Special highlight from our network

Anthropic has been shipping new Claude capabilities almost every week. Skills, Connectors, Cowork, vibe coding. Most professionals are still using Claude the way they used ChatGPT a year ago, missing the modes that actually change how work gets done.

Outskill’s 2-Day Claude Mastery Workshop is a live walkthrough of every major Claude capability, taught by mentors who’ve spent 800+ hours testing them in real workflows. You’ll leave with working setups, not theory: Connectors automating your Notion and files, vibe-coded dashboards, and a clear sense of which Claude mode to use for what.

Free this weekend.

Google, Nvidia, Oracle and IBM sit among the partners following this GTM strategy. The person who knows how companies at that level actually reach people is Steve Nouri, a Fortune 500 go-to-market advisor, and today he's handing over the playbook, live.

Distribution is what separates the AI companies everyone knows from the ones nobody finds. Whether you build, back or run one, this is how the top players do it.

This is for you if:

  • You want to put an AI product in front of millions, even if starting from zero.

  • You run a company and need to win more of your customers' attention without paying for it.

  • You back AI companies and want to spot the ones that can reach a market before you write the check.

Ask Steve your questions live and leave with the same playbook that reached 14 million people. It's the kind of access the big names usually keep in-house.

It's live today and the room is filling up. Save your seat here.

Visa plugged its payment network into ChatGPT on Wednesday. Link your card and ChatGPT can search, compare and complete a purchase at any merchant that accepts Visa, which is most of them. 

Jack Forestell, Visa's chief product and strategy officer, gave the example on stage at Visa's payments forum in San Francisco. Ask for wireless headphones under $150 and it finds a pair and buys them.

OpenAI already tried owning checkout alone. Instant Checkout launched late last year as a digital personal shopper, was error-prone enough to stall and charged merchants a fee most refused to pay. 
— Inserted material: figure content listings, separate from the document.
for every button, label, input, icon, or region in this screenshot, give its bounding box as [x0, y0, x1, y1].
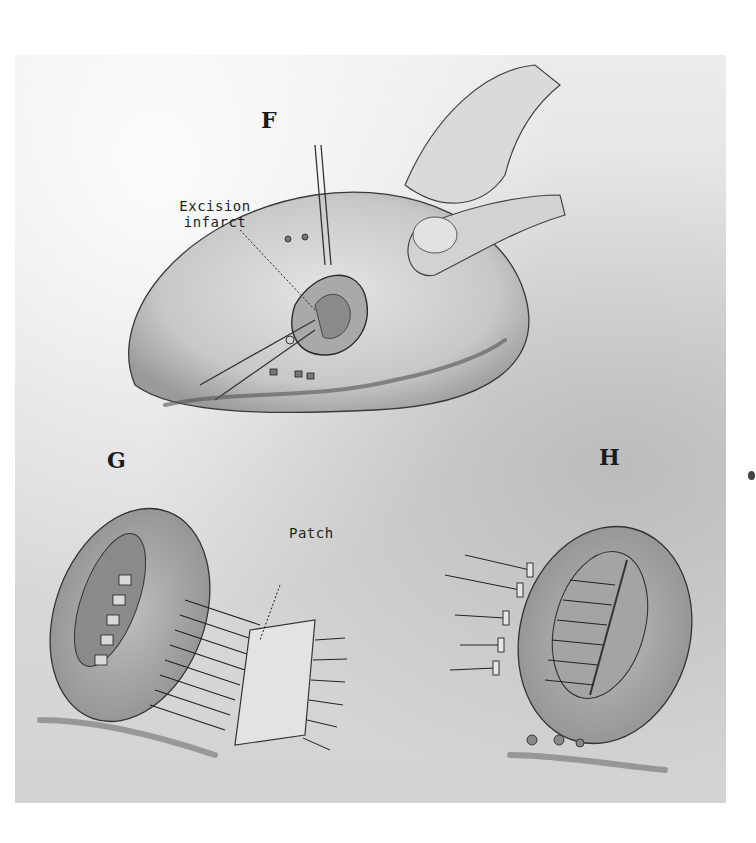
panel-label-g: G: [107, 447, 126, 473]
callout-line-2: infarct: [165, 214, 265, 230]
panel-f-drawing: [129, 65, 565, 412]
callout-excision-infarct: Excision infarct: [165, 198, 265, 230]
panel-label-f: F: [261, 107, 277, 133]
callout-line-1: Excision: [165, 198, 265, 214]
illustration-panel: F G H Excision infarct Patch: [15, 55, 726, 803]
surgical-illustration: [15, 55, 726, 803]
panel-h-drawing: [445, 507, 716, 770]
callout-patch: Patch: [289, 525, 334, 541]
panel-label-h: H: [599, 444, 620, 470]
margin-mark: [748, 471, 755, 480]
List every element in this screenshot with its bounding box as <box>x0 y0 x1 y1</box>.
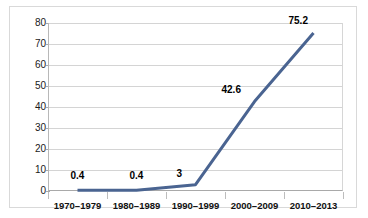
y-tick-label: 20 <box>20 144 46 154</box>
y-tick-label: 60 <box>20 60 46 70</box>
y-tick-label: 0 <box>20 186 46 196</box>
line-series <box>48 23 343 191</box>
data-label: 0.4 <box>130 171 144 181</box>
x-category-label: 1970–1979 <box>48 200 107 211</box>
y-tick-label: 70 <box>20 39 46 49</box>
y-tick-label: 40 <box>20 102 46 112</box>
x-axis: 1970–19791980–19891990–19992000–20092010… <box>48 192 344 216</box>
x-category-label: 1980–1989 <box>107 200 166 211</box>
data-label: 0.4 <box>71 171 85 181</box>
y-axis: 01020304050607080 <box>16 23 46 191</box>
y-tick-label: 50 <box>20 81 46 91</box>
x-tick-divider <box>225 192 226 199</box>
x-tick-divider <box>284 192 285 199</box>
x-tick-divider <box>107 192 108 199</box>
x-tick-divider <box>343 192 344 199</box>
chart-container: 01020304050607080 0.40.4342.675.2 1970–1… <box>9 6 357 208</box>
series-polyline <box>78 33 314 190</box>
x-tick-divider <box>166 192 167 199</box>
x-category-label: 1990–1999 <box>166 200 225 211</box>
x-category-label: 2000–2009 <box>225 200 284 211</box>
data-label: 75.2 <box>289 16 308 26</box>
y-tick-label: 80 <box>20 18 46 28</box>
y-tick-label: 30 <box>20 123 46 133</box>
y-tick-label: 10 <box>20 165 46 175</box>
data-label: 42.6 <box>222 85 241 95</box>
x-tick-divider <box>48 192 49 199</box>
data-label: 3 <box>177 169 183 179</box>
x-category-label: 2010–2013 <box>284 200 343 211</box>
OpenAI retired it in March. The new split hands each company the part it's good at. 

OpenAI builds the agents, and Visa runs authorization, fraud monitoring and disputes on the largest payment network outside China.

Most purchases will start with the agent pinging you before it pays. Forestell told AP how that ends. You approve a thousand times, and eventually the agent asks, "Do you want me to just not check?"
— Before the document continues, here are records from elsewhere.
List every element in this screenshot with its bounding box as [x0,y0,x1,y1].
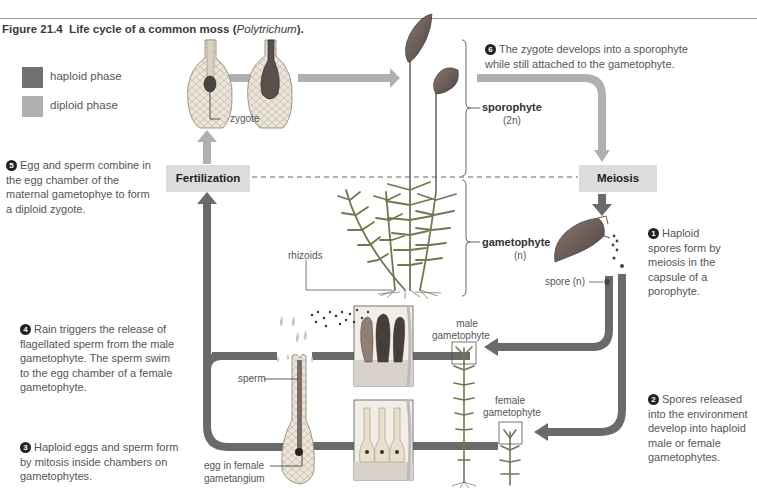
life-cycle-diagram [0,0,757,498]
step-1: 1Haploid spores form by meiosis in the c… [648,226,734,299]
egg-label-2: gametangium [204,473,265,484]
arrow-to-zygote [197,130,217,142]
step-4: 4Rain triggers the release of flagellate… [20,322,180,395]
archegonium-zygote [188,40,233,128]
gametophyte-ploidy: (n) [514,250,526,261]
arrow-to-female [534,423,548,441]
arrow-from-meiosis [592,204,612,216]
arrow-to-sporophyte [390,68,400,88]
moss-plant [338,14,458,299]
rhizoids-label: rhizoids [288,250,322,261]
male-gametophyte-label-2: gametophyte [432,330,490,341]
step-3: 3Haploid eggs and sperm form by mitosis … [20,440,180,484]
gametophyte-brace [462,180,470,296]
step-5: 5Egg and sperm combine in the egg chambe… [6,158,156,216]
open-capsule [554,216,624,285]
meiosis-box: Meiosis [579,165,657,192]
sporophyte-ploidy: (2n) [503,115,521,126]
gametophyte-label: gametophyte [482,236,550,248]
sperm-label: sperm [238,373,266,384]
arrow-to-meiosis [594,150,610,162]
step-2: 2Spores released into the environment de… [648,392,752,465]
arrow-to-fertilization [197,192,217,204]
female-gametophyte-label-1: female [495,395,525,406]
archegonia-inset [354,400,413,480]
female-gametophyte-plant [500,430,520,485]
male-gametophyte-label-1: male [452,318,482,329]
fertilization-box: Fertilization [166,165,250,192]
female-gametophyte-label-2: gametophyte [483,407,541,418]
egg-label-1: egg in female [204,460,264,471]
sporophyte-brace [462,40,470,176]
spore-label: spore (n) [545,276,585,287]
zygote-label: zygote [230,113,259,124]
female-gametangium [264,354,314,484]
male-gametophyte-plant [452,347,476,488]
step-6: 6The zygote develops into a sporophyte w… [485,42,695,71]
sporophyte-label: sporophyte [482,101,542,113]
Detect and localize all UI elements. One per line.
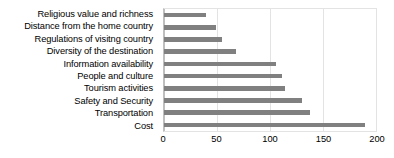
bar-row bbox=[164, 119, 376, 131]
category-label: Diversity of the destination bbox=[0, 45, 158, 57]
x-tick-label: 200 bbox=[369, 134, 385, 144]
category-label: Information availability bbox=[0, 58, 158, 70]
bar bbox=[164, 98, 302, 103]
bar bbox=[164, 123, 365, 128]
bar bbox=[164, 110, 310, 115]
bar bbox=[164, 86, 285, 91]
x-tick-label: 150 bbox=[316, 134, 332, 144]
plot-area bbox=[163, 8, 377, 132]
bar bbox=[164, 37, 222, 42]
category-axis-labels: Religious value and richness Distance fr… bbox=[0, 8, 158, 132]
category-label: Safety and Security bbox=[0, 95, 158, 107]
x-tick-label: 50 bbox=[211, 134, 221, 144]
bar-row bbox=[164, 33, 376, 45]
category-label: Cost bbox=[0, 120, 158, 132]
bar-row bbox=[164, 21, 376, 33]
bar-chart: Religious value and richness Distance fr… bbox=[0, 0, 394, 158]
bar bbox=[164, 49, 236, 54]
bar-row bbox=[164, 82, 376, 94]
bar-row bbox=[164, 94, 376, 106]
value-axis-labels: 050100150200 bbox=[163, 134, 377, 150]
bar-row bbox=[164, 46, 376, 58]
category-label: Religious value and richness bbox=[0, 8, 158, 20]
bar bbox=[164, 13, 206, 18]
bar-series bbox=[164, 9, 376, 131]
bar-row bbox=[164, 107, 376, 119]
bar-row bbox=[164, 70, 376, 82]
bar-row bbox=[164, 9, 376, 21]
bar bbox=[164, 62, 276, 67]
category-label: Transportation bbox=[0, 107, 158, 119]
category-label: People and culture bbox=[0, 70, 158, 82]
bar-row bbox=[164, 58, 376, 70]
category-label: Tourism activities bbox=[0, 82, 158, 94]
category-label: Distance from the home country bbox=[0, 20, 158, 32]
x-tick-label: 100 bbox=[262, 134, 278, 144]
category-label: Regulations of visitng country bbox=[0, 33, 158, 45]
gridline bbox=[376, 9, 377, 131]
bar bbox=[164, 74, 282, 79]
bar bbox=[164, 25, 216, 30]
x-tick-label: 0 bbox=[160, 134, 165, 144]
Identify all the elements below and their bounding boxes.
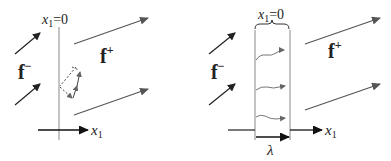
reflection-solid-up-arrow-2 [77, 72, 80, 86]
left-outgoing-arrow-2 [74, 89, 148, 115]
layer-wavy-arrow-2 [256, 86, 285, 90]
left-incoming-arrow-2 [15, 84, 40, 105]
right-panel: x1=0 f− f+ x1 λ [209, 7, 380, 158]
reflection-dashed-in-arrow [60, 87, 72, 98]
reflection-path [60, 67, 80, 98]
left-incoming-arrow-1 [15, 33, 40, 54]
right-boundary-label: x1=0 [257, 7, 284, 24]
right-incoming-label: f− [211, 59, 225, 83]
right-incoming-arrow-1 [209, 33, 235, 54]
right-outgoing-label: f+ [328, 38, 342, 62]
layer-wavy-arrow-3 [256, 115, 285, 119]
left-axis-label: x1 [90, 122, 103, 140]
right-outgoing-arrow-1 [305, 18, 380, 44]
left-outgoing-arrow-1 [74, 18, 148, 44]
left-boundary-label: x1=0 [41, 12, 68, 29]
right-outgoing-arrow-2 [305, 84, 380, 110]
reflection-dashed-back-line [60, 67, 76, 86]
layer-width-label: λ [266, 142, 274, 158]
reflection-solid-up-arrow-1 [73, 86, 77, 98]
diagram-canvas: x1=0 f− f+ x1 x1= [0, 0, 391, 161]
right-axis-label: x1 [324, 122, 337, 140]
left-incoming-label: f− [18, 59, 32, 83]
left-panel: x1=0 f− f+ x1 [15, 12, 148, 140]
right-incoming-arrow-2 [209, 84, 235, 105]
left-outgoing-label: f+ [100, 43, 114, 67]
layer-wavy-arrow-1 [256, 50, 284, 60]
ChatGPT has 900 million weekly users and only about 50 million pay, a gap we covered Monday when OpenAI started rebuilding ChatGPT into a superapp. This looks like one of the first steps needed.
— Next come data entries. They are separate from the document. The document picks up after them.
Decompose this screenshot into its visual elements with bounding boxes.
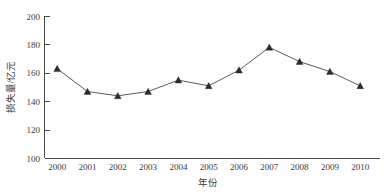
y-tick-label: 140 — [27, 97, 41, 107]
y-axis-tick-labels: 200 180 160 140 120 100 — [27, 12, 41, 164]
x-axis-tick-labels: 2000 2001 2002 2003 2004 2005 2006 2007 … — [48, 162, 370, 172]
data-point-marker — [84, 88, 91, 94]
y-tick-label: 180 — [27, 40, 41, 50]
y-tick-label: 120 — [27, 125, 41, 135]
x-tick-label: 2002 — [109, 162, 127, 172]
line-chart: 200 180 160 140 120 100 2000 2001 2002 2… — [0, 0, 388, 195]
y-tick-label: 200 — [27, 12, 41, 22]
x-tick-label: 2004 — [169, 162, 188, 172]
y-tick-label: 160 — [27, 68, 41, 78]
x-tick-label: 2003 — [139, 162, 158, 172]
x-tick-label: 2009 — [321, 162, 340, 172]
y-axis-title: 损失量/亿元 — [5, 61, 16, 114]
data-point-marker — [357, 82, 364, 88]
x-tick-label: 2001 — [79, 162, 97, 172]
x-tick-label: 2007 — [260, 162, 279, 172]
x-axis-title: 年份 — [198, 177, 218, 188]
x-tick-label: 2008 — [291, 162, 310, 172]
data-point-markers — [54, 44, 364, 99]
data-point-marker — [175, 77, 182, 83]
x-tick-label: 2005 — [200, 162, 219, 172]
x-tick-label: 2006 — [230, 162, 249, 172]
chart-container: 200 180 160 140 120 100 2000 2001 2002 2… — [0, 0, 388, 195]
y-tick-label: 100 — [27, 154, 41, 164]
data-point-marker — [145, 88, 152, 94]
y-axis-ticks — [45, 17, 50, 159]
data-point-marker — [266, 44, 273, 50]
data-point-marker — [54, 65, 61, 71]
data-point-marker — [296, 58, 303, 64]
x-tick-label: 2010 — [351, 162, 370, 172]
data-point-marker — [236, 67, 243, 73]
x-tick-label: 2000 — [48, 162, 67, 172]
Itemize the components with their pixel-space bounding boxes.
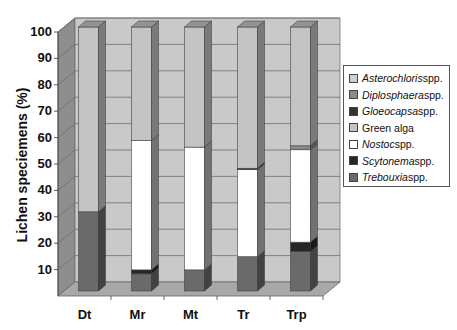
x-tick-label: Trp	[286, 307, 306, 322]
legend-item-gloeocapsa: Gloeocapsa spp.	[349, 103, 449, 120]
legend-label: Trebouxia	[362, 171, 408, 183]
legend-item-nostoc: Nostoc spp.	[349, 136, 449, 153]
y-axis-title: Lichen speciemens (%)	[14, 88, 30, 243]
x-tick-label: Mt	[183, 307, 199, 322]
bar-tr	[238, 21, 265, 291]
bar-segment-scytonema	[291, 242, 311, 251]
legend-swatch-icon	[349, 107, 358, 116]
legend-suffix: spp.	[408, 171, 428, 183]
legend-swatch-icon	[349, 74, 358, 83]
y-tick-label: 60	[38, 130, 52, 145]
legend-suffix: spp.	[423, 72, 443, 84]
bar-mr	[132, 21, 159, 291]
legend-label: Nostoc	[362, 138, 395, 150]
legend-label: Asterochloris	[362, 72, 423, 84]
bar-segment-nostoc	[132, 141, 152, 270]
legend-swatch-icon	[349, 140, 358, 149]
bar-dt	[79, 21, 106, 291]
legend-item-green-alga: Green alga	[349, 120, 449, 137]
bar-mt	[185, 21, 212, 291]
legend-item-trebouxia: Trebouxia spp.	[349, 169, 449, 186]
bar-segment-diplosphaera	[291, 146, 311, 150]
legend-suffix: spp.	[418, 105, 438, 117]
y-tick-label: 30	[38, 209, 52, 224]
legend-suffix: spp.	[395, 138, 415, 150]
bar-segment-scytonema	[132, 270, 152, 274]
bar-segment-green-alga	[291, 27, 311, 146]
bar-segment-green-alga	[132, 27, 152, 141]
bar-segment-green-alga	[238, 27, 258, 168]
bar-segment-nostoc	[291, 150, 311, 242]
x-axis: DtMrMtTrTrp	[78, 296, 323, 322]
bar-segment-nostoc	[185, 147, 205, 270]
legend-suffix: spp.	[424, 89, 444, 101]
x-tick-label: Tr	[237, 307, 249, 322]
y-tick-label: 40	[38, 182, 52, 197]
legend-label: Diplosphaera	[362, 89, 424, 101]
legend-item-asterochloris: Asterochloris spp.	[349, 70, 449, 87]
legend-label: Green alga	[362, 122, 414, 134]
legend-label: Scytonema	[362, 155, 415, 167]
legend-swatch-icon	[349, 123, 358, 132]
bar-segment-trebouxia	[291, 251, 311, 291]
y-tick-label: 10	[38, 262, 52, 277]
bar-segment-trebouxia	[185, 270, 205, 291]
legend-swatch-icon	[349, 90, 358, 99]
y-tick-label: 20	[38, 235, 52, 250]
legend-swatch-icon	[349, 156, 358, 165]
bar-segment-green-alga	[79, 27, 99, 212]
legend-item-scytonema: Scytonema spp.	[349, 153, 449, 170]
y-tick-label: 100	[30, 24, 52, 39]
y-axis: 102030405060708090100	[30, 24, 58, 296]
legend-item-diplosphaera: Diplosphaera spp.	[349, 87, 449, 104]
bar-segment-green-alga	[185, 27, 205, 147]
bar-segment-nostoc	[238, 170, 258, 257]
y-tick-label: 90	[38, 50, 52, 65]
legend: Asterochloris spp.Diplosphaera spp.Gloeo…	[343, 65, 450, 187]
bar-segment-trebouxia	[79, 212, 99, 291]
bar-trp	[291, 21, 318, 291]
legend-swatch-icon	[349, 173, 358, 182]
x-tick-label: Dt	[78, 307, 92, 322]
y-tick-label: 80	[38, 77, 52, 92]
bar-segment-trebouxia	[238, 257, 258, 291]
legend-label: Gloeocapsa	[362, 105, 418, 117]
bar-segment-trebouxia	[132, 274, 152, 291]
y-tick-label: 50	[38, 156, 52, 171]
legend-suffix: spp.	[415, 155, 435, 167]
x-tick-label: Mr	[130, 307, 146, 322]
y-tick-label: 70	[38, 103, 52, 118]
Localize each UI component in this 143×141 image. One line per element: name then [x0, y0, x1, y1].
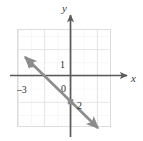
tick-label-origin: 0 — [61, 84, 66, 94]
data-point-marker — [28, 62, 33, 67]
coordinate-plane-figure: y x –3 0 1 2 — [0, 0, 143, 141]
tick-label-negative-three: –3 — [17, 85, 27, 95]
y-axis-label: y — [62, 3, 67, 14]
data-point-marker — [68, 99, 73, 104]
tick-label-y-intercept: 2 — [77, 101, 82, 111]
x-axis-label: x — [131, 73, 136, 84]
plot-area — [0, 0, 143, 141]
tick-label-y-unit: 1 — [60, 60, 65, 70]
grid — [18, 30, 111, 127]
Neither company disclosed who earns what per purchase. A cut of checkout from 900 million people is the kind of number an S-1 wants, and OpenAI's filing is already at the SEC.

A day after shipping the most capable model it has ever sold to the public, Anthropic asked the government for the power to ground models like it. Dario Amodei, Anthropic's CEO, made the case Wednesday in an essay and two policy frameworks the company says it will back financially.

The model he wants copied is the FAA. Airplanes get tested and audited before they fly, and grounded when they fail. The framework reads like aviation law:

  • Who it covers: models trained with more than 10²⁵ FLOPs of compute, built by companies with over $500 million in AI revenue or $1 billion in AI R&D spending.

  • The test: mandatory third-party evaluation for four risks, biological weapons, cyberattacks, loss of control and AI that automates building better AI.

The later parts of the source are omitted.